Paradoxically, white dwarf stars shrink as they gain mass

Telescope observations of thousands of these stripped-down stars confirm the trend

planetary nebula NGC 2440

White dwarf stars, like the one inside the planetary nebula NGC 2440 (pictured), have a strange property — the more mass they gain, the smaller the stars get.

K. Noll/STScI, ESA, NASA

Telescope observations have confirmed a weird property of white dwarf stars: As they pack on more mass, they shrink in size.

White dwarfs, the stripped cores of dead stars, are thought to have this counterintuitive quality because they contain an exotic material called degenerate electron gas. The more massive a white dwarf, the tighter its electrons must squeeze together to create an outward pressure strong enough to prevent the star from collapsing under its own weight.

Astronomers had observed evidence of this size trend, predicted by scientists decades ago, in a smattering of white dwarfs. But data on thousands of stars now show that the rule holds up across a sweeping range of white dwarf masses, Vedant Chandra and colleagues at Johns Hopkins University report online July 28 at arXiv.org.

Understanding how white dwarfs contract as they gain mass could give insight into the origins of type 1a supernovas, says astronomer and coauthor Hsiang-Chih Hwang. These supernovas are thought to occur when a white dwarf gets so massive and compact that it explodes, but no one knows exactly how white dwarf stars detonate (SN: 3/23/16).

The team examined the sizes and masses of over 3,000 white dwarf stars observed by the Apache Point Observatory in New Mexico and the European Space Agency’s Gaia space observatory. “If you know how far away a star is, and if you can measure how bright the star is, then you can get a pretty good estimate of its radius,” says Chandra, an undergraduate physics student. But measuring stellar masses proved trickier because astronomers usually need to see a white dwarf gravitationally tugging another star to get an idea of the white dwarf’s heft.

For solo white dwarfs, the researchers studied an effect of general relativity on starlight called gravitational redshift (SN: 7/26/18). As light escapes a strong gravitational field, like the one around a dense white dwarf, its waves get stretched out into redder wavelengths. The bigger a white dwarf’s mass compared with its radius, the more extreme the stretching. That property allowed the researchers to estimate the masses of white dwarf stars, given their radii.

The new white dwarf measurements closely match theoretical predictions for the smaller sizes of heftier stars. White dwarfs with about half of the sun’s mass were about 1.75 times as wide as Earth, while those with slightly more mass than the sun came in closer to 0.75 times Earth’s width.

It is reassuring to see white dwarfs following the general expected trend of downsizing as they pack on more mass, says Alejandra Romero, an astrophysicist at the Federal University of Rio Grande do Sul in Porto Alegre, Brazil. Future observations of more white dwarfs could help verify the finer points of this mass-radius relationship, she says — like whether hotter white dwarf stars are, as theory predicts, more puffed up than cooler stars of the same mass.

Previously the staff writer for physical sciences at Science News, Maria Temming is the assistant managing editor at Science News Explores. She has bachelor's degrees in physics and English, and a master's in science writing.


#### THE PROBLEM
Scan the material and copy out each line where the word "Bookkeeping" occurs.

(INFORMATION GIVEN begins)

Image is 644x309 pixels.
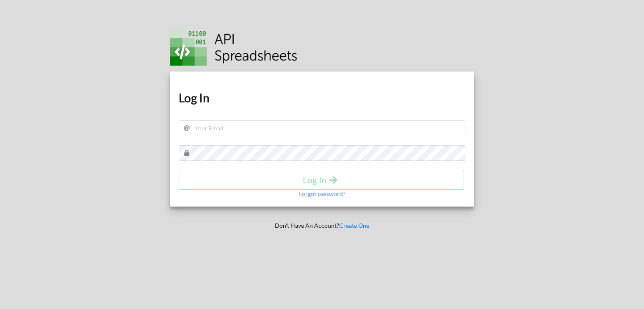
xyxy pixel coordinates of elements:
p: Don't Have An Account? [164,222,480,230]
input: Your Email [179,120,466,136]
a: Create One [339,222,369,229]
p: Forgot password? [298,190,346,198]
img: Logo.png [170,29,297,66]
h1: Log In [179,90,466,105]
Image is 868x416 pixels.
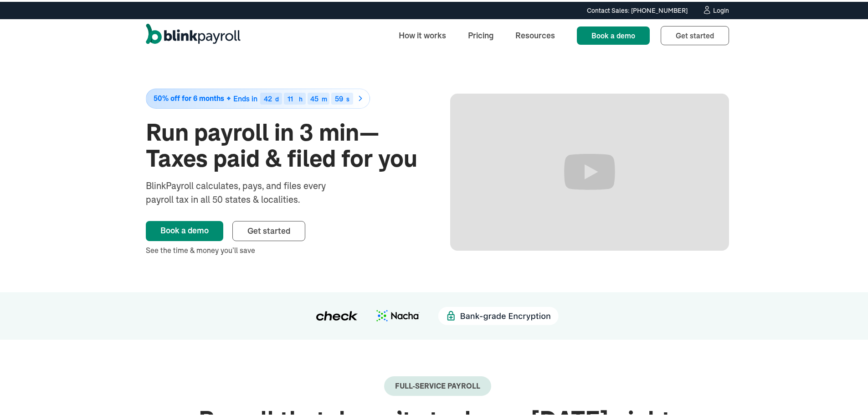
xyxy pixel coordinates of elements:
[703,4,729,13] a: Login
[247,224,290,234] span: Get started
[299,94,303,100] div: h
[146,87,425,107] a: 50% off for 6 monthsEnds in42d11h45m59s
[146,243,425,254] div: See the time & money you’ll save
[676,29,715,39] span: Get started
[395,380,480,388] div: Full-Service payroll
[592,29,635,39] span: Book a demo
[275,94,279,100] div: d
[146,117,425,169] h1: Run payroll in 3 min—Taxes paid & filed for you
[153,93,224,100] span: 50% off for 6 months
[450,91,729,249] iframe: Run Payroll in 3 min with BlinkPayroll
[577,24,650,43] a: Book a demo
[346,94,349,100] div: s
[146,177,350,204] div: BlinkPayroll calculates, pays, and files every payroll tax in all 50 states & localities.
[146,22,241,46] a: home
[310,92,319,102] span: 45
[508,24,563,43] a: Resources
[264,92,272,102] span: 42
[287,92,293,102] span: 11
[392,24,453,43] a: How it works
[661,24,729,43] a: Get started
[461,24,501,43] a: Pricing
[234,92,257,102] span: Ends in
[146,219,223,239] a: Book a demo
[335,92,343,102] span: 59
[713,6,729,12] div: Login
[322,94,327,100] div: m
[232,219,305,239] a: Get started
[587,4,688,13] div: Contact Sales: [PHONE_NUMBER]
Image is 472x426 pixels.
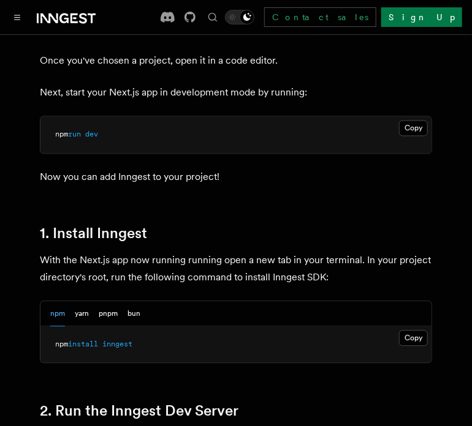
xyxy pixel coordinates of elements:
span: dev [85,130,98,139]
p: With the Next.js app now running running open a new tab in your terminal. In your project directo... [40,252,432,287]
button: Copy [399,331,427,347]
button: bun [127,302,140,327]
a: Sign Up [381,7,462,27]
span: npm [55,340,68,349]
p: Once you've chosen a project, open it in a code editor. [40,53,432,70]
button: npm [50,302,65,327]
button: Toggle navigation [10,10,24,24]
span: run [68,130,81,139]
p: Next, start your Next.js app in development mode by running: [40,85,432,102]
span: npm [55,130,68,139]
button: pnpm [99,302,118,327]
a: 2. Run the Inngest Dev Server [40,403,238,420]
button: Find something... [205,10,220,24]
a: Contact sales [264,7,376,27]
p: Now you can add Inngest to your project! [40,169,432,186]
a: 1. Install Inngest [40,225,147,242]
button: Copy [399,121,427,137]
span: install [68,340,98,349]
button: Toggle dark mode [225,10,254,24]
span: inngest [102,340,132,349]
button: yarn [75,302,89,327]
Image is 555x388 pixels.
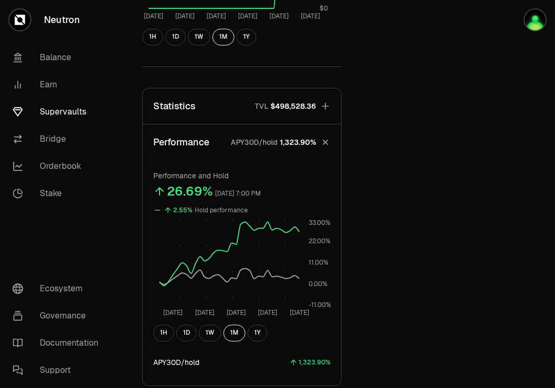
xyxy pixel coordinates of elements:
[207,12,226,20] tspan: [DATE]
[199,325,221,341] button: 1W
[173,204,192,217] div: 2.55%
[309,301,331,309] tspan: -11.00%
[301,12,320,20] tspan: [DATE]
[4,98,113,126] a: Supervaults
[165,29,186,45] button: 1D
[238,12,257,20] tspan: [DATE]
[176,325,197,341] button: 1D
[280,137,316,147] span: 1,323.90%
[309,279,327,288] tspan: 0.00%
[153,99,196,113] p: Statistics
[215,188,261,200] div: [DATE] 7:00 PM
[212,29,234,45] button: 1M
[143,88,341,124] button: StatisticsTVL$498,528.36
[195,204,248,217] div: Hold performance
[188,29,210,45] button: 1W
[4,275,113,302] a: Ecosystem
[226,308,246,316] tspan: [DATE]
[144,12,163,20] tspan: [DATE]
[236,29,256,45] button: 1Y
[143,160,341,385] div: PerformanceAPY30D/hold1,323.90%
[320,5,328,13] tspan: $0
[299,357,331,369] div: 1,323.90%
[195,308,214,316] tspan: [DATE]
[4,329,113,357] a: Documentation
[231,137,278,147] p: APY30D/hold
[4,126,113,153] a: Bridge
[290,308,309,316] tspan: [DATE]
[4,153,113,180] a: Orderbook
[223,325,245,341] button: 1M
[247,325,267,341] button: 1Y
[270,101,316,111] span: $498,528.36
[4,302,113,329] a: Governance
[258,308,277,316] tspan: [DATE]
[153,170,331,181] p: Performance and Hold
[153,135,209,150] p: Performance
[175,12,195,20] tspan: [DATE]
[143,124,341,160] button: PerformanceAPY30D/hold1,323.90%
[4,357,113,384] a: Support
[269,12,289,20] tspan: [DATE]
[525,9,545,30] img: Atom Staking
[309,218,331,226] tspan: 33.00%
[167,183,213,200] div: 26.69%
[163,308,183,316] tspan: [DATE]
[309,258,328,266] tspan: 11.00%
[4,44,113,71] a: Balance
[255,101,268,111] p: TVL
[4,71,113,98] a: Earn
[4,180,113,207] a: Stake
[309,237,331,245] tspan: 22.00%
[153,357,199,368] div: APY30D/hold
[142,29,163,45] button: 1H
[153,325,174,341] button: 1H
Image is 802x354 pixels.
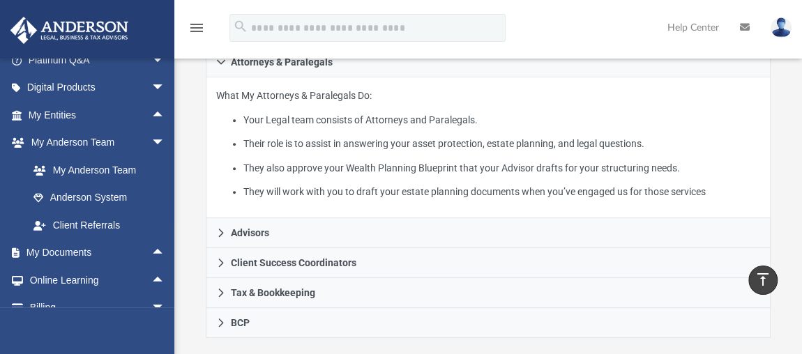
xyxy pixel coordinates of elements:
[233,19,248,34] i: search
[10,74,186,102] a: Digital Productsarrow_drop_down
[6,17,133,44] img: Anderson Advisors Platinum Portal
[206,77,771,219] div: Attorneys & Paralegals
[755,271,771,288] i: vertical_align_top
[151,74,179,103] span: arrow_drop_down
[20,156,172,184] a: My Anderson Team
[10,266,179,294] a: Online Learningarrow_drop_up
[206,278,771,308] a: Tax & Bookkeeping
[151,266,179,295] span: arrow_drop_up
[231,228,269,238] span: Advisors
[231,258,356,268] span: Client Success Coordinators
[231,57,333,67] span: Attorneys & Paralegals
[206,308,771,338] a: BCP
[10,129,179,157] a: My Anderson Teamarrow_drop_down
[188,27,205,36] a: menu
[151,129,179,158] span: arrow_drop_down
[231,318,250,328] span: BCP
[206,47,771,77] a: Attorneys & Paralegals
[10,294,186,322] a: Billingarrow_drop_down
[243,135,760,153] li: Their role is to assist in answering your asset protection, estate planning, and legal questions.
[10,46,186,74] a: Platinum Q&Aarrow_drop_down
[748,266,778,295] a: vertical_align_top
[216,87,760,201] p: What My Attorneys & Paralegals Do:
[151,101,179,130] span: arrow_drop_up
[206,248,771,278] a: Client Success Coordinators
[188,20,205,36] i: menu
[10,239,179,267] a: My Documentsarrow_drop_up
[151,294,179,323] span: arrow_drop_down
[20,211,179,239] a: Client Referrals
[151,46,179,75] span: arrow_drop_down
[243,112,760,129] li: Your Legal team consists of Attorneys and Paralegals.
[771,17,792,38] img: User Pic
[20,184,179,212] a: Anderson System
[206,218,771,248] a: Advisors
[231,288,315,298] span: Tax & Bookkeeping
[243,160,760,177] li: They also approve your Wealth Planning Blueprint that your Advisor drafts for your structuring ne...
[151,239,179,268] span: arrow_drop_up
[10,101,186,129] a: My Entitiesarrow_drop_up
[243,183,760,201] li: They will work with you to draft your estate planning documents when you’ve engaged us for those ...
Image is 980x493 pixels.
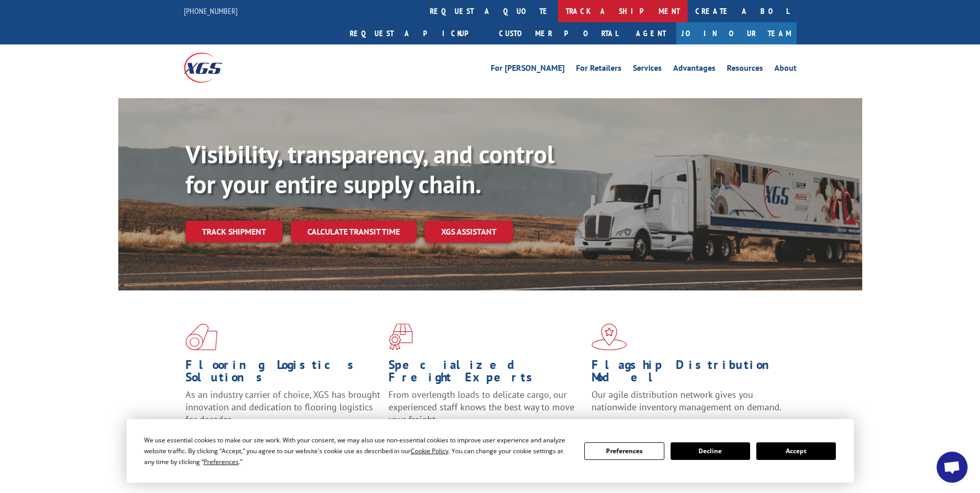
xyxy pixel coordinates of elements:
a: For [PERSON_NAME] [491,64,565,75]
a: For Retailers [576,64,621,75]
a: Join Our Team [677,22,797,45]
div: We use essential cookies to make our site work. With your consent, we may also use non-essential ... [144,434,572,467]
a: Services [633,64,662,75]
img: xgs-icon-total-supply-chain-intelligence-red [186,323,217,350]
a: [PHONE_NUMBER] [184,6,238,16]
a: Track shipment [186,220,283,242]
span: Our agile distribution network gives you nationwide inventory management on demand. [592,388,782,413]
a: Calculate transit time [291,220,416,243]
a: Agent [626,22,677,45]
a: XGS ASSISTANT [425,220,513,243]
span: Preferences [203,457,239,466]
p: From overlength loads to delicate cargo, our experienced staff knows the best way to move your fr... [388,388,584,434]
div: Cookie Consent Prompt [126,419,854,482]
img: xgs-icon-focused-on-flooring-red [388,323,413,350]
h1: Flagship Distribution Model [592,358,787,388]
h1: Specialized Freight Experts [388,358,584,388]
a: About [774,64,797,75]
a: Advantages [673,64,716,75]
button: Preferences [584,442,664,460]
div: Open chat [937,452,968,482]
a: Resources [727,64,764,75]
span: Cookie Policy [411,446,449,455]
button: Decline [671,442,750,460]
span: As an industry carrier of choice, XGS has brought innovation and dedication to flooring logistics... [186,388,380,425]
b: Visibility, transparency, and control for your entire supply chain. [186,138,554,200]
button: Accept [757,442,836,460]
img: xgs-icon-flagship-distribution-model-red [592,323,627,350]
h1: Flooring Logistics Solutions [186,358,381,388]
a: Customer Portal [492,22,626,45]
a: Request a pickup [342,22,492,45]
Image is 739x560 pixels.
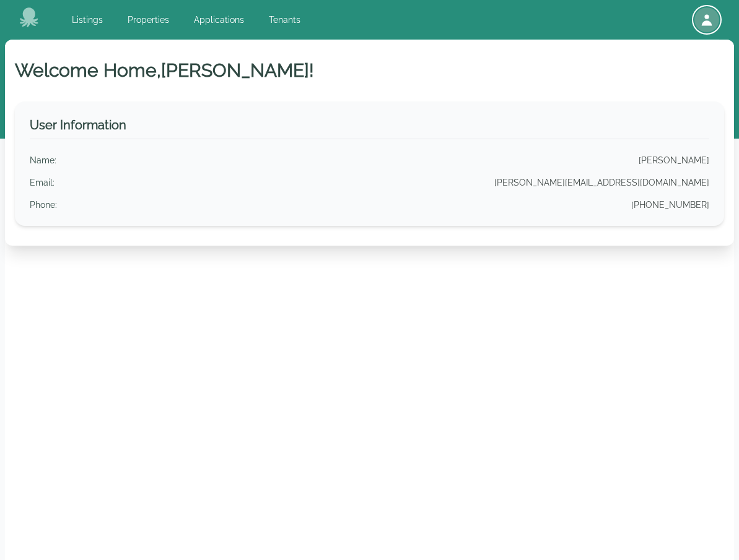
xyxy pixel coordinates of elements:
div: [PERSON_NAME] [638,154,709,167]
a: Listings [65,9,110,31]
div: [PERSON_NAME][EMAIL_ADDRESS][DOMAIN_NAME] [494,177,709,189]
h1: Welcome Home, [PERSON_NAME] ! [15,59,724,82]
div: Name : [30,154,56,167]
a: Applications [186,9,252,31]
a: Properties [120,9,177,31]
h3: User Information [30,116,709,139]
div: [PHONE_NUMBER] [631,198,709,211]
div: Email : [30,177,54,189]
div: Phone : [30,198,57,211]
a: Tenants [261,9,308,31]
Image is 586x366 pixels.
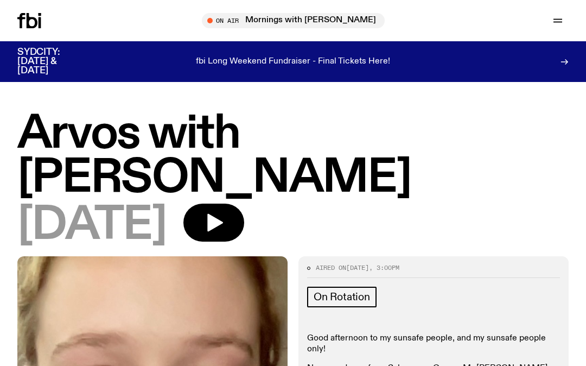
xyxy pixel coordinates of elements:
h1: Arvos with [PERSON_NAME] [17,112,569,200]
p: Good afternoon to my sunsafe people, and my sunsafe people only! [307,333,560,354]
button: On AirMornings with [PERSON_NAME] [202,13,385,28]
span: Aired on [316,263,346,272]
h3: SYDCITY: [DATE] & [DATE] [17,48,87,75]
span: , 3:00pm [369,263,399,272]
a: On Rotation [307,287,377,307]
p: fbi Long Weekend Fundraiser - Final Tickets Here! [196,57,390,67]
span: [DATE] [17,204,166,247]
span: [DATE] [346,263,369,272]
span: On Rotation [314,291,370,303]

(INFORMATION GIVEN ends)

#### SOLUTION FOR THIS EXERCISE
[206,278,771,308] a: Tax & Bookkeeping
[231,288,315,298] span: Tax & Bookkeeping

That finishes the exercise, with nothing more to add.